My beloved, late Aunt Betty, well into her 90s, was fond of saying: "Aging is not for sissies."
Well, neither is serious Universal Service Fund reform, which is long overdue.
So repeat after me: "USF reform is not for sissies."
As everyone who follows telecom policy knows by now, a group of telecom providers – AT&T, CenturyLink, FairPoint, Frontier, Verizon, and Windstream – has submitted a USF reform plan to the Federal Communications Commission. They call their plan the "American Broadband Connectivity" plan, or ABC plan.
Shortly after the plan was filed with the FCC, here is what I said:
"The USF reform plan represents a major step forward in the effort to achieve a more efficient, technology-neutral, economically-sound universal service system. Capping the USF fund, directing support only to unserved areas, eliminating subsidy payments to more than one carrier in an area, introducing competitive bidding, and making the remaining subsidies more explicit are all positive market-oriented steps.
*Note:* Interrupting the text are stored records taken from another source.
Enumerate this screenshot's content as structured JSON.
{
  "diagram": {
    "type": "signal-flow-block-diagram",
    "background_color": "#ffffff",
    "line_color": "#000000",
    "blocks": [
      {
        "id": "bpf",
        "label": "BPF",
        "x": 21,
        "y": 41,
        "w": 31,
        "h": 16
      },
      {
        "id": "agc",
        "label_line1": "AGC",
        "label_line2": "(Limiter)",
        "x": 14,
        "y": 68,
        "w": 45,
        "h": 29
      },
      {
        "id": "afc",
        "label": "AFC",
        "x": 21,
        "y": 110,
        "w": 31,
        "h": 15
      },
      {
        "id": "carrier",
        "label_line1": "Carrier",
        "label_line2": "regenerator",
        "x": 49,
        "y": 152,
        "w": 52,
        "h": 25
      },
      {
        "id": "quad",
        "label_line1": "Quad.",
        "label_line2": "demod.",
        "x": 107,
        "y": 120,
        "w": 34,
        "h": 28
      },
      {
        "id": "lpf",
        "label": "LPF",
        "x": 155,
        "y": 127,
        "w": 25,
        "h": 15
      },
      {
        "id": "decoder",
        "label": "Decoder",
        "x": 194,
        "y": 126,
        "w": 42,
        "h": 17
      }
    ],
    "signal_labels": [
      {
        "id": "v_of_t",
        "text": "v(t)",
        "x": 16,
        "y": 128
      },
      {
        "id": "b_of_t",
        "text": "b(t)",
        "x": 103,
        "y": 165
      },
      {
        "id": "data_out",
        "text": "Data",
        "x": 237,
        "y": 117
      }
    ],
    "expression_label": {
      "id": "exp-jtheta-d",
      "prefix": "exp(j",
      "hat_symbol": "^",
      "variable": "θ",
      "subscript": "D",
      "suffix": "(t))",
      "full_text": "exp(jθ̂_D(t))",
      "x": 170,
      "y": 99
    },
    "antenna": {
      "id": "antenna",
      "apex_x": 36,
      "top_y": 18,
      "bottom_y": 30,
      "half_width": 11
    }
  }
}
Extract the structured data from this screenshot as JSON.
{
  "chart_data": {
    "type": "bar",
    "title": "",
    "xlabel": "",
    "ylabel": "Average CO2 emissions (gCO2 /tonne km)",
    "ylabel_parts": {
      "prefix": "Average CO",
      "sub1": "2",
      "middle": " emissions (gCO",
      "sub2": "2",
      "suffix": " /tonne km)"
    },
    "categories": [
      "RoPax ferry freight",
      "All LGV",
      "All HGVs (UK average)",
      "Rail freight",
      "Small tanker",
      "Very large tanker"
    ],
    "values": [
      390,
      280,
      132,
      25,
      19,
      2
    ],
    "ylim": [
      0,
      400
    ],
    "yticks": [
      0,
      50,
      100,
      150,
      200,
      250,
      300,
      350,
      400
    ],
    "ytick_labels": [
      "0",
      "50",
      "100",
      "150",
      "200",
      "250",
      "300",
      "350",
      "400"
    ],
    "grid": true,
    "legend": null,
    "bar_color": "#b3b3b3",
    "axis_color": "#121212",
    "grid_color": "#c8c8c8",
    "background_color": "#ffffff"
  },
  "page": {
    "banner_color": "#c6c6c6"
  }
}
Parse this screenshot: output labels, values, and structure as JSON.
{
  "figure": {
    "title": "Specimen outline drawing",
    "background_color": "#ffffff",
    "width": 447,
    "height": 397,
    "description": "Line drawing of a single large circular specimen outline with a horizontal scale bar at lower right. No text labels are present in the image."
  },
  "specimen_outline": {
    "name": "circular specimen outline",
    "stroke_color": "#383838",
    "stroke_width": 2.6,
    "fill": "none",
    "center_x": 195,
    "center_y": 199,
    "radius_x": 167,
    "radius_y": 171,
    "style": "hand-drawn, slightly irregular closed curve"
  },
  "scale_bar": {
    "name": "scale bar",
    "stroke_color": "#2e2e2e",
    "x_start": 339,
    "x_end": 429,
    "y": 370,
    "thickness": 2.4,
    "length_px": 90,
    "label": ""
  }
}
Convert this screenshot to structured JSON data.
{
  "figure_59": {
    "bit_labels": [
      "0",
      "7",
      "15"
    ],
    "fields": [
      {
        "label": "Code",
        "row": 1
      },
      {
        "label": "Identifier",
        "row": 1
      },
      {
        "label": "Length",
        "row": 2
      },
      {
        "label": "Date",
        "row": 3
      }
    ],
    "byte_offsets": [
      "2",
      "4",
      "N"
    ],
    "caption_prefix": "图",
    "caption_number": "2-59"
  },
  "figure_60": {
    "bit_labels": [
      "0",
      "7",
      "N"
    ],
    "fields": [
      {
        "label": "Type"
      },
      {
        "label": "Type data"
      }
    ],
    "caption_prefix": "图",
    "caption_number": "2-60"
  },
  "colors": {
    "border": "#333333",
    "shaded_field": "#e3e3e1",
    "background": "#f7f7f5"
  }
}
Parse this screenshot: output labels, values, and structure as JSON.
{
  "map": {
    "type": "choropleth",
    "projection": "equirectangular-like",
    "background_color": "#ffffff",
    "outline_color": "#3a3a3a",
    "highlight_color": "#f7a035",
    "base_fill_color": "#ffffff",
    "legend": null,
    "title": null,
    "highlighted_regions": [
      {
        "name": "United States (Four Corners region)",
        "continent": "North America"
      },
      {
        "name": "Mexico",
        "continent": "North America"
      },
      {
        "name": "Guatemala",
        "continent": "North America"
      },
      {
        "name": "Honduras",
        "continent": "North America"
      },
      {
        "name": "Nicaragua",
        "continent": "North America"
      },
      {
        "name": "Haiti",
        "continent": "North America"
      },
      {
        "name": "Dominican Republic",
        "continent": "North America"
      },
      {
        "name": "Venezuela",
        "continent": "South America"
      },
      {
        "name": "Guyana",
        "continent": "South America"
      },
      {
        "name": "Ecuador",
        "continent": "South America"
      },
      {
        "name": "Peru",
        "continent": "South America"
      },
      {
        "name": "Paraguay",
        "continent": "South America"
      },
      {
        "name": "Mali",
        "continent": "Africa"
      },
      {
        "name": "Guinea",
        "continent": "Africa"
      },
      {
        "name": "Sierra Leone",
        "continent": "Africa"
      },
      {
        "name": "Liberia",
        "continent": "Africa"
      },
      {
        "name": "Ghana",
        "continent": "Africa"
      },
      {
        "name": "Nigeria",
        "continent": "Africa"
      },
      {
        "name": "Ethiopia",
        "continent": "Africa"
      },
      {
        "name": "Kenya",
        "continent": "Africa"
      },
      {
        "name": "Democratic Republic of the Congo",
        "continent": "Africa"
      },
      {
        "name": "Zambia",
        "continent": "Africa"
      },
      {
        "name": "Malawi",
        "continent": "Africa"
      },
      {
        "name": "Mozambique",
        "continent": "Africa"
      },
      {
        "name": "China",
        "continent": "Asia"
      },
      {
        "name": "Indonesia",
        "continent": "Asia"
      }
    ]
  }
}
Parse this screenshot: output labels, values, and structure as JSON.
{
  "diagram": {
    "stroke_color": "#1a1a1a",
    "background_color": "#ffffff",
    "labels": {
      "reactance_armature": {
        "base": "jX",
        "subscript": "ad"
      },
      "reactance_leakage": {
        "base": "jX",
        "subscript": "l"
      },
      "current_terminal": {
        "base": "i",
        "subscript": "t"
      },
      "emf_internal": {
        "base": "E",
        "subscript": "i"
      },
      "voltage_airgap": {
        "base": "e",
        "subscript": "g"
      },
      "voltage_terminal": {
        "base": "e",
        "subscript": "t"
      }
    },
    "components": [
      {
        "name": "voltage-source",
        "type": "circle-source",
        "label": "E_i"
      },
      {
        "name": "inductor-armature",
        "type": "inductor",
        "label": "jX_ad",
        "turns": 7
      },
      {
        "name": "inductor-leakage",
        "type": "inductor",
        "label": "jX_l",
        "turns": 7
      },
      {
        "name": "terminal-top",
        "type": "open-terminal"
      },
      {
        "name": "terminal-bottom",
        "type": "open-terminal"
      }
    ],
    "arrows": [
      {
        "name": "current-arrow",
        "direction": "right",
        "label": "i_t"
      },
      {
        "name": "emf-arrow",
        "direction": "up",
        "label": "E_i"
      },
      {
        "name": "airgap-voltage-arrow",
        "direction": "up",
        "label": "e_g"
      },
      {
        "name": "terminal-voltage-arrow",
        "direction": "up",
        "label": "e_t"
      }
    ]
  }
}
While I would prefer even more substantial reform with deeper subsidy cuts, it is now up to the Commission, for the benefit of the nation's consumers, to seize the opportunity presented by the plan to quickly accomplish at least this much reform."
As I said, I would prefer a plan that contemplates more substantial cuts in the existing subsidy levels. The present subsidies, which amount to $8 billion annually, require a nearly 15% surcharge ("tax") on all long distance calls to fund them. More than half of the $8 billion per year goes to fund subsidies that are distributed in an overly indiscriminate way to telecom providers in so-called high-cost areas.
In comments filed this past May in the FCC's USF reform proceeding, I urged, along with my FSF colleague Seth Cooper, that the Commission cap the high-cost fund and then lower it over time. And we called for sunsetting the subsidy program, say, in ten years, and then reviewing whether, in light of technological and marketplace developments, it ought to be renewed on some basis for a further limited period.
That said, I don't get to design the reformed USF regime, the FCC does. And as I said in my statement above, the ABC plan has several positive, market-oriented elements. Capping the size of the fund, providing subsidies only to presently unserved areas and only to one provider, employing competitive bidding to determine the low-cost provider, rationalizing the intercarrier compensation system to eliminate existing arbitrage opportunities, and making the subsidy regime more technology-neutral are all market-oriented steps.
Now the ball is in the FCC's court, and the agency would be derelict not to seize the opportunity to achieve at least as much reform as proposed in the ABC plan. Note the emphasis on "at least."
There is a public policy rationale for transforming the existing regime from support of narrowband voice service to broadband service. But only if this transformation is accomplished in a fiscally responsible way that enhances overall consumer welfare. This means ensuring that subsidies are not distributed any longer in an indiscriminate way that discourages the use of the most efficient technologies or deters the development of further competition.
I always try to maintain my innate optimism about the ability of good public policy to win out in the end, even though I know it doesn't always.
In this instance, now that the ABC plan has been submitted, I would be even more optimistic if Chairman Genachowski would call together his fellow commissioners, join them in a circle, and all holding hands, have them chant in unison: "USF reform is not for sissies."